Executive Decision Support
[ Start here · How it works ]

The decision framework, explained simply

Every engine here works on a simple idea: turn what you know about a transformation into 0–100 scores, then project what's likely to happen. You never have to guess a number — pick a description or just write the situation in words.

01

Simulate a decision

Describe a transformation in plain words (AI sets the numbers), answer a few guided questions, or fine-tune the levers. See projected success, adoption, benefits and risk instantly.

02

Assess maturity

Score seven dimensions on a 1–5 scale to see your level today, your biggest gaps, and a roadmap toward the Intelligent Enterprise.

03

Benchmark

Compare your capability against industry average, top quartile and best-in-class to find the highest-leverage gaps.

04

Track decisions

Log every major decision with its rationale, owner and impact so bottlenecks surface before they slow the program.

SCALE

What every 0–100 score means

0–20

Critical

Largely absent or actively failing — a major threat to the program.

21–40

Weak

Exists but unreliable, informal or inconsistent across the organization.

41–60

Developing

Works in places, with clear gaps that still need attention.

61–80

Strong

Solid, consistent and dependable across most of the organization.

81–100

Best-in-class

A genuine source of advantage you should protect.

[ Three ways to score the simulator ]

Describe in words

Write your scenario in a sentence or two. AI reads it and sets every variable for you.

Guided questions

Answer one plain-language question per variable and pick the description that fits.

Fine-tune

Drag the sliders directly when you already know your numbers.

VARIABLES

How to score each decision variable

Stakeholder engagement

How bought-in and active are the people affected by this change?

Resisting15

Most groups are disengaged or pushing back.

Passive35

Aware of the change but not really participating.

Mixed55

Some champions, some hold-outs across teams.

Engaged75

Most people are involved and supportive.

Championing92

Stakeholders advocate for the change themselves.

Executive sponsorship

How visible and committed is senior leadership to this transformation?

Absent15

Leaders are uninvolved or sending mixed signals.

Nominal35

Named sponsor exists but is rarely seen or heard.

Occasional55

Visible at milestones but not consistently engaged.

Active78

Leaders communicate and unblock issues regularly.

Driving92

Leadership owns the change and models it daily.

Governance maturity

How clear and disciplined are decision rights, controls and steering?

Ad-hoc18

Decisions are made informally with no clear owner.

Loose38

Some structure, but slow or unclear escalation.

Defined58

Roles and a steering cadence exist and mostly work.

Disciplined76

Clear decision rights and a reliable steering rhythm.

Optimized90

Data-driven governance that adapts as things change.

Change readiness

How ready and able is the organization to absorb this change?

Overloaded15

Teams are stretched and change-fatigued.

Hesitant35

Limited capacity and low willingness to adapt.

Cautious55

Willing but with real capability or bandwidth gaps.

Ready75

Capacity, skills and willingness are mostly in place.

Primed90

The organization is eager and well-equipped to change.

Rollout pace

How fast do you plan to deploy this change?

Very gradual20

Long phased rollout with wide buffers.

Measured40

Steady, conservative pace with checkpoints.

Balanced55

A moderate, sustainable rollout speed.

Accelerated75

Fast rollout with tight timelines.

Aggressive90

Big-bang or compressed deployment.

Resource capacity

How well-resourced is the program in funding, people and bandwidth?

Starved18

Chronically under-funded and under-staffed.

Tight38

Stretched resources; competing priorities win out.

Adequate58

Enough to proceed, with some pressure points.

Resourced76

Funding and people are well-matched to the plan.

Fully backed90

Generously resourced and protected from cuts.

Communication effectiveness

How clear and far-reaching is communication about the change?

Silent15

Little or confusing communication reaches people.

Sporadic35

Occasional updates that don't land widely.

Functional55

Regular messaging, but clarity or reach is uneven.

Clear76

Consistent, understood messaging across the org.

Compelling90

A clear narrative people understand and repeat.

MATURITY

The 1–5 maturity scale

Level 1

Initial

Ad-hoc, reactive, undocumented.

Level 2

Managed

Repeatable but inconsistent across units.

Level 3

Defined

Standardized, documented, proactively governed.

Level 4

Optimized

Measured, data-driven, continuously improving.

Level 5

Intelligent Enterprise

Predictive, self-correcting, AI-augmented.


What needs to be done: Return the records from the first line through the line containing "Image is 868x415 pixels.", and leave out the pictures.

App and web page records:
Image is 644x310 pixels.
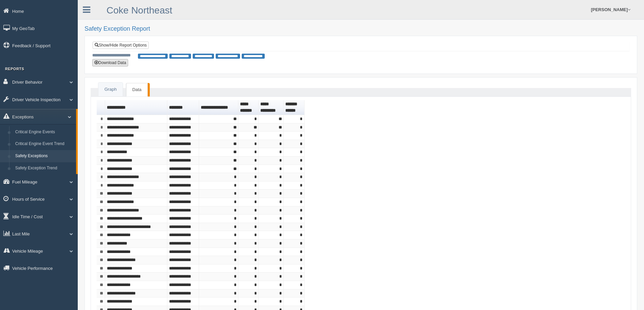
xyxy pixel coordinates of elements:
h2: Safety Exception Report [84,26,638,33]
th: Sort column [167,100,200,115]
a: Coke Northeast [107,5,172,15]
a: Safety Exceptions [12,150,76,162]
a: Safety Exception Trend [12,162,76,175]
a: Critical Engine Event Trend [12,138,76,150]
button: Download Data [92,59,128,66]
th: Sort column [259,100,284,115]
th: Sort column [105,100,167,115]
a: Data [126,83,147,97]
a: Critical Engine Events [12,126,76,139]
th: Sort column [284,100,305,115]
th: Sort column [239,100,259,115]
a: Show/Hide Report Options [93,42,149,49]
a: Graph [98,83,123,97]
th: Sort column [200,100,239,115]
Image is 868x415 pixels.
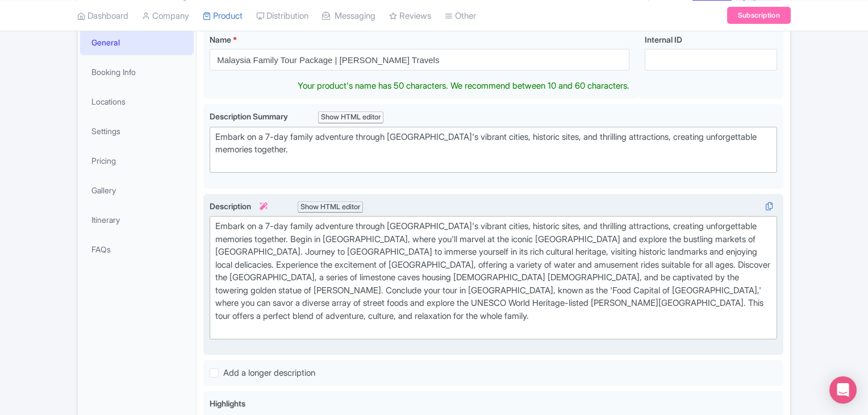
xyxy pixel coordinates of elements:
[210,201,269,211] span: Description
[727,7,790,24] a: Subscription
[298,80,629,93] div: Your product's name has 50 characters. We recommend between 10 and 60 characters.
[215,131,771,169] div: Embark on a 7-day family adventure through [GEOGRAPHIC_DATA]'s vibrant cities, historic sites, an...
[224,367,315,378] span: Add a longer description
[644,34,682,44] span: Internal ID
[80,237,194,262] a: FAQs
[318,111,383,123] div: Show HTML editor
[80,30,194,55] a: General
[215,220,771,335] div: Embark on a 7-day family adventure through [GEOGRAPHIC_DATA]'s vibrant cities, historic sites, an...
[80,59,194,85] a: Booking Info
[210,34,231,44] span: Name
[80,89,194,114] a: Locations
[80,118,194,144] a: Settings
[80,148,194,173] a: Pricing
[298,201,363,213] div: Show HTML editor
[80,207,194,233] a: Itinerary
[210,398,246,408] span: Highlights
[829,376,856,403] div: Open Intercom Messenger
[210,111,290,121] span: Description Summary
[80,178,194,203] a: Gallery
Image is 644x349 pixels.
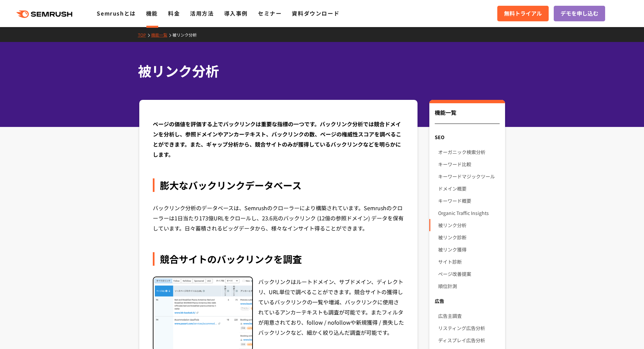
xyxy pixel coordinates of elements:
a: サイト診断 [438,256,499,268]
a: セミナー [258,9,282,17]
div: 膨大なバックリンクデータベース [153,178,404,192]
div: 広告 [429,295,505,307]
a: 料金 [168,9,180,17]
a: 被リンク分析 [173,32,202,38]
a: 被リンク獲得 [438,243,499,256]
a: キーワードマジックツール [438,170,499,182]
a: キーワード概要 [438,194,499,207]
a: 被リンク分析 [438,219,499,231]
a: ドメイン概要 [438,182,499,194]
div: 競合サイトのバックリンクを調査 [153,252,404,266]
div: バックリンク分析のデータベースは、Semrushのクローラーにより構築されています。Semrushのクローラーは1日当たり173億URLをクロールし、23.6兆のバックリンク (12億の参照ドメ... [153,203,404,233]
a: 機能一覧 [151,32,173,38]
div: 機能一覧 [435,108,499,124]
div: SEO [429,131,505,143]
a: 広告主調査 [438,309,499,322]
h1: 被リンク分析 [138,61,500,81]
a: リスティング広告分析 [438,322,499,334]
span: 無料トライアル [504,9,542,18]
a: ページ改善提案 [438,268,499,280]
a: 資料ダウンロード [292,9,339,17]
a: キーワード比較 [438,158,499,170]
a: Semrushとは [97,9,136,17]
a: 順位計測 [438,280,499,292]
a: TOP [138,32,151,38]
a: デモを申し込む [554,6,605,21]
a: 活用方法 [190,9,214,17]
div: ページの価値を評価する上でバックリンクは重要な指標の一つです。バックリンク分析では競合ドメインを分析し、参照ドメインやアンカーテキスト、バックリンクの数、ページの権威性スコアを調べることができま... [153,119,404,159]
a: 被リンク診断 [438,231,499,243]
a: ディスプレイ広告分析 [438,334,499,346]
a: 導入事例 [224,9,248,17]
a: 無料トライアル [497,6,549,21]
a: 機能 [146,9,158,17]
span: デモを申し込む [561,9,598,18]
a: オーガニック検索分析 [438,146,499,158]
a: Organic Traffic Insights [438,207,499,219]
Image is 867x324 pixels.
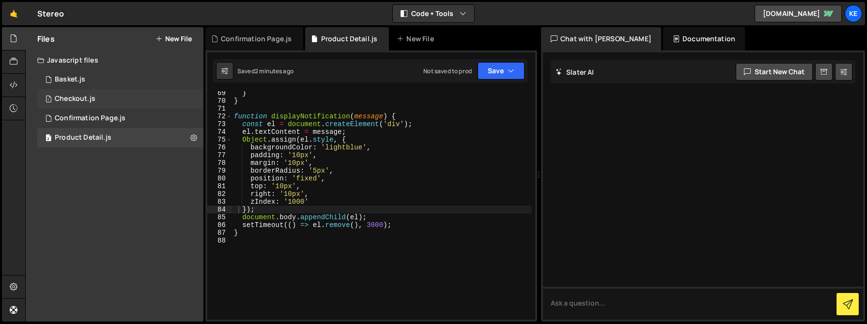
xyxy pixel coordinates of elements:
[207,89,232,97] div: 69
[2,2,26,25] a: 🤙
[207,174,232,182] div: 80
[556,67,594,77] h2: Slater AI
[37,70,203,89] div: Basket.js
[207,213,232,221] div: 85
[46,135,51,142] span: 2
[207,159,232,167] div: 78
[845,5,862,22] a: Ke
[37,33,55,44] h2: Files
[37,8,64,19] div: Stereo
[207,221,232,229] div: 86
[55,133,111,142] div: Product Detail.js
[478,62,525,79] button: Save
[663,27,745,50] div: Documentation
[207,151,232,159] div: 77
[207,128,232,136] div: 74
[755,5,842,22] a: [DOMAIN_NAME]
[46,96,51,104] span: 1
[207,136,232,143] div: 75
[207,190,232,198] div: 82
[207,143,232,151] div: 76
[37,109,203,128] div: 8215/45082.js
[26,50,203,70] div: Javascript files
[207,105,232,112] div: 71
[207,198,232,205] div: 83
[541,27,661,50] div: Chat with [PERSON_NAME]
[237,67,294,75] div: Saved
[255,67,294,75] div: 2 minutes ago
[423,67,472,75] div: Not saved to prod
[393,5,474,22] button: Code + Tools
[221,34,292,44] div: Confirmation Page.js
[55,114,125,123] div: Confirmation Page.js
[207,97,232,105] div: 70
[37,128,203,147] div: Product Detail.js
[156,35,192,43] button: New File
[736,63,813,80] button: Start new chat
[207,120,232,128] div: 73
[207,229,232,236] div: 87
[207,167,232,174] div: 79
[207,205,232,213] div: 84
[207,236,232,244] div: 88
[321,34,378,44] div: Product Detail.js
[55,94,95,103] div: Checkout.js
[207,182,232,190] div: 81
[207,112,232,120] div: 72
[397,34,437,44] div: New File
[55,75,85,84] div: Basket.js
[37,89,203,109] div: 8215/44731.js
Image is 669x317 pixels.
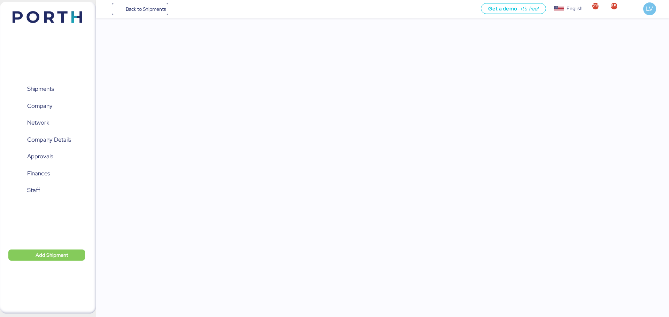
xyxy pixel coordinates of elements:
[5,182,85,198] a: Staff
[8,250,85,261] button: Add Shipment
[566,5,582,12] div: English
[646,4,653,13] span: LV
[5,132,85,148] a: Company Details
[5,81,85,97] a: Shipments
[27,101,53,111] span: Company
[27,185,40,195] span: Staff
[27,135,71,145] span: Company Details
[27,151,53,162] span: Approvals
[126,5,166,13] span: Back to Shipments
[5,165,85,181] a: Finances
[27,169,50,179] span: Finances
[5,149,85,165] a: Approvals
[36,251,68,259] span: Add Shipment
[5,115,85,131] a: Network
[27,84,54,94] span: Shipments
[112,3,169,15] a: Back to Shipments
[5,98,85,114] a: Company
[27,118,49,128] span: Network
[100,3,112,15] button: Menu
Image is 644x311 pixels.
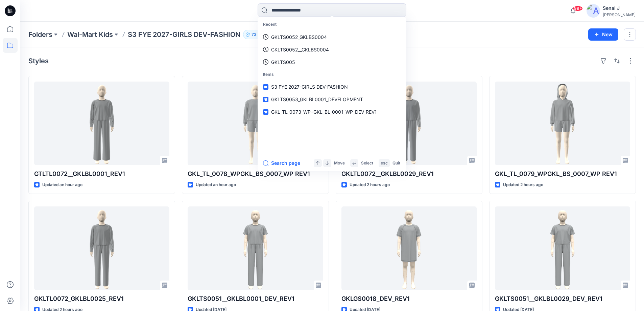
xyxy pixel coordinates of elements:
[243,30,265,39] button: 73
[350,181,390,189] p: Updated 2 hours ago
[128,30,241,39] p: S3 FYE 2027-GIRLS DEV-FASHION
[271,58,295,65] p: GKLTS005
[259,93,405,106] a: GKLTS0053_GKLBL0001_DEVELOPMENT
[28,57,49,65] h4: Styles
[495,294,630,303] p: GKLTS0051__GKLBL0029_DEV_REV1
[252,31,257,38] p: 73
[381,160,388,167] p: esc
[361,160,373,167] p: Select
[259,43,405,56] a: GKLTS0052__GKLBS0004
[263,159,300,167] button: Search page
[334,160,345,167] p: Move
[188,294,323,303] p: GKLTS0051__GKLBL0001_DEV_REV1
[271,109,377,115] span: GKL_TL_0073_WP+GKL_BL_0001_WP_DEV_REV1
[573,6,583,11] span: 99+
[271,84,348,90] span: S3 FYE 2027-GIRLS DEV-FASHION
[28,30,53,39] a: Folders
[34,294,169,303] p: GKLTL0072_GKLBL0025_REV1
[259,31,405,43] a: GKLTS0052_GKLBS0004
[259,68,405,81] p: Items
[259,80,405,93] a: S3 FYE 2027-GIRLS DEV-FASHION
[259,106,405,118] a: GKL_TL_0073_WP+GKL_BL_0001_WP_DEV_REV1
[259,18,405,31] p: Recent
[271,46,329,53] p: GKLTS0052__GKLBS0004
[341,294,477,303] p: GKLGS0018_DEV_REV1
[188,169,323,179] p: GKL_TL_0078_WPGKL_BS_0007_WP REV1
[503,181,543,189] p: Updated 2 hours ago
[271,33,327,41] p: GKLTS0052_GKLBS0004
[603,12,635,17] div: [PERSON_NAME]
[341,169,477,179] p: GKLTL0072__GKLBL0029_REV1
[495,206,630,290] a: GKLTS0051__GKLBL0029_DEV_REV1
[259,56,405,68] a: GKLTS005
[393,160,400,167] p: Quit
[271,97,363,102] span: GKLTS0053_GKLBL0001_DEVELOPMENT
[68,30,113,39] a: Wal-Mart Kids
[34,169,169,179] p: GTLTL0072__GKLBL0001_REV1
[196,181,236,189] p: Updated an hour ago
[588,28,618,41] button: New
[341,206,477,290] a: GKLGS0018_DEV_REV1
[42,181,83,189] p: Updated an hour ago
[341,82,477,165] a: GKLTL0072__GKLBL0029_REV1
[495,169,630,179] p: GKL_TL_0079_WPGKL_BS_0007_WP REV1
[34,82,169,165] a: GTLTL0072__GKLBL0001_REV1
[34,206,169,290] a: GKLTL0072_GKLBL0025_REV1
[188,206,323,290] a: GKLTS0051__GKLBL0001_DEV_REV1
[603,4,635,12] div: Senal J
[495,82,630,165] a: GKL_TL_0079_WPGKL_BS_0007_WP REV1
[587,4,600,18] img: avatar
[188,82,323,165] a: GKL_TL_0078_WPGKL_BS_0007_WP REV1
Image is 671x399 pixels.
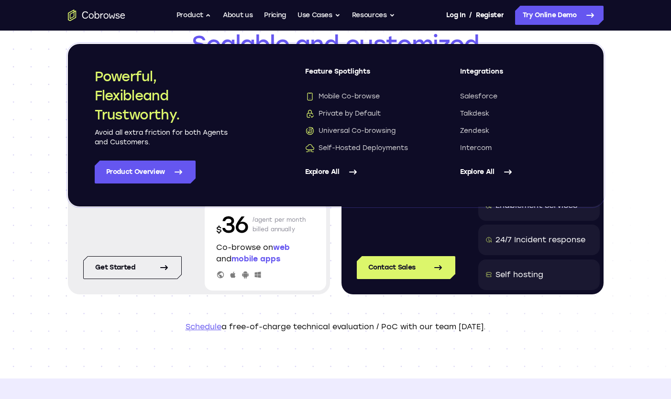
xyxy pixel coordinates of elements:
[216,242,315,265] p: Co-browse on and
[460,126,577,136] a: Zendesk
[297,6,340,25] button: Use Cases
[469,10,472,21] span: /
[495,234,585,246] div: 24/7 Incident response
[95,161,196,184] a: Product Overview
[252,209,306,240] p: /agent per month billed annually
[305,126,422,136] a: Universal Co-browsingUniversal Co-browsing
[460,92,577,101] a: Salesforce
[305,161,422,184] a: Explore All
[446,6,465,25] a: Log In
[68,29,603,59] span: Scalable and customized
[305,109,315,119] img: Private by Default
[186,322,221,331] a: Schedule
[495,269,543,281] div: Self hosting
[305,109,381,119] span: Private by Default
[460,143,577,153] a: Intercom
[305,67,422,84] span: Feature Spotlights
[83,256,182,279] a: Get started
[273,243,290,252] span: web
[95,67,229,124] h2: Powerful, Flexible and Trustworthy.
[305,126,395,136] span: Universal Co-browsing
[305,143,315,153] img: Self-Hosted Deployments
[515,6,603,25] a: Try Online Demo
[305,143,408,153] span: Self-Hosted Deployments
[305,109,422,119] a: Private by DefaultPrivate by Default
[305,143,422,153] a: Self-Hosted DeploymentsSelf-Hosted Deployments
[216,209,249,240] p: 36
[305,92,380,101] span: Mobile Co-browse
[231,254,280,263] span: mobile apps
[357,256,455,279] a: Contact Sales
[460,161,577,184] a: Explore All
[68,10,125,21] a: Go to the home page
[460,92,497,101] span: Salesforce
[460,109,489,119] span: Talkdesk
[95,128,229,147] p: Avoid all extra friction for both Agents and Customers.
[176,6,212,25] button: Product
[460,109,577,119] a: Talkdesk
[305,92,422,101] a: Mobile Co-browseMobile Co-browse
[68,321,603,333] p: a free-of-charge technical evaluation / PoC with our team [DATE].
[223,6,252,25] a: About us
[352,6,395,25] button: Resources
[305,92,315,101] img: Mobile Co-browse
[305,126,315,136] img: Universal Co-browsing
[460,126,489,136] span: Zendesk
[216,225,222,235] span: $
[460,143,492,153] span: Intercom
[476,6,504,25] a: Register
[264,6,286,25] a: Pricing
[460,67,577,84] span: Integrations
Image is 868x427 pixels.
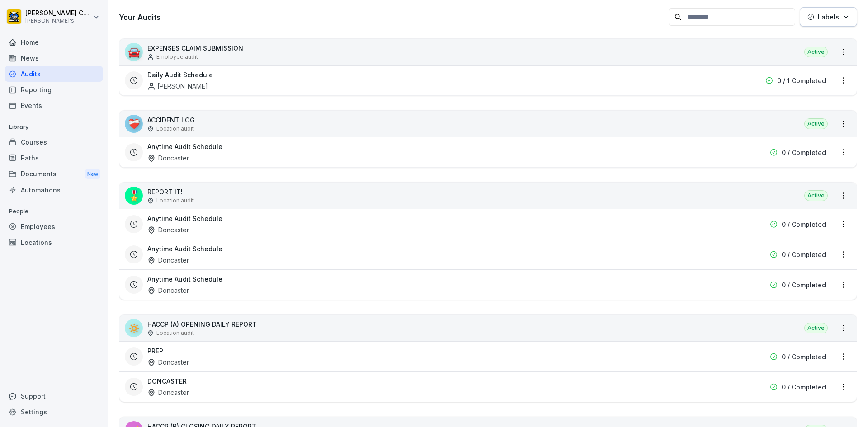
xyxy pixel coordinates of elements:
[5,166,103,183] a: DocumentsNew
[156,197,194,205] p: Location audit
[5,134,103,150] a: Courses
[147,70,213,79] h3: Daily Audit Schedule
[147,154,188,163] div: Doncaster
[781,148,826,157] p: 0 / Completed
[5,235,103,251] a: Locations
[147,376,187,386] h3: DONCASTER
[147,346,163,355] h3: PREP
[147,81,208,90] div: [PERSON_NAME]
[119,12,663,22] h3: Your Audits
[5,120,103,134] p: Library
[124,115,143,133] div: ❤️‍🩹
[25,18,91,24] p: [PERSON_NAME]'s
[804,46,827,57] div: Active
[5,404,103,419] a: Settings
[85,169,100,179] div: New
[804,190,827,201] div: Active
[5,98,103,113] a: Events
[124,43,143,61] div: 🚘
[781,280,826,289] p: 0 / Completed
[5,50,103,66] a: News
[5,66,103,82] a: Audits
[147,255,188,265] div: Doncaster
[5,388,103,404] div: Support
[5,150,103,166] a: Paths
[5,182,103,198] a: Automations
[124,187,143,205] div: 🎖️
[817,12,839,22] p: Labels
[147,320,256,329] p: HACCP (A) OPENING DAILY REPORT
[156,53,198,61] p: Employee audit
[781,250,826,259] p: 0 / Completed
[156,329,194,337] p: Location audit
[5,219,103,235] a: Employees
[25,9,91,17] p: [PERSON_NAME] Calladine
[5,82,103,98] a: Reporting
[804,119,827,129] div: Active
[147,357,188,367] div: Doncaster
[147,274,222,284] h3: Anytime Audit Schedule
[5,34,103,50] a: Home
[804,322,827,334] div: Active
[781,352,826,362] p: 0 / Completed
[781,220,826,229] p: 0 / Completed
[156,124,194,133] p: Location audit
[147,43,243,53] p: EXPENSES CLAIM SUBMISSION
[781,383,826,392] p: 0 / Completed
[147,225,188,235] div: Doncaster
[5,205,103,219] p: People
[147,244,222,254] h3: Anytime Audit Schedule
[799,8,857,26] button: Labels
[5,166,103,183] div: Documents
[147,115,195,124] p: ACCIDENT LOG
[124,319,143,337] div: 🔅
[147,286,188,295] div: Doncaster
[777,76,826,86] p: 0 / 1 Completed
[147,387,188,397] div: Doncaster
[147,187,194,197] p: REPORT IT!
[147,214,222,223] h3: Anytime Audit Schedule
[147,142,222,152] h3: Anytime Audit Schedule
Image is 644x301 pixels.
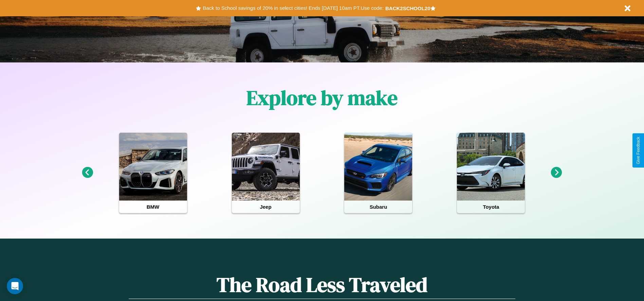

Output of the task:
Image is 644x310 pixels.
xyxy pixel coordinates of elements:
h2: Safety Exception Report [84,26,638,33]
th: Sort column [167,100,200,115]
a: Coke Northeast [107,5,172,15]
a: Safety Exceptions [12,150,76,162]
a: Safety Exception Trend [12,162,76,175]
a: Critical Engine Event Trend [12,138,76,150]
button: Download Data [92,59,128,66]
th: Sort column [259,100,284,115]
th: Sort column [105,100,167,115]
a: Data [126,83,147,97]
a: Critical Engine Events [12,126,76,139]
th: Sort column [284,100,305,115]
th: Sort column [239,100,259,115]
a: Show/Hide Report Options [93,42,149,49]
a: Graph [98,83,123,97]
th: Sort column [200,100,239,115]
Image is 868x415 pixels.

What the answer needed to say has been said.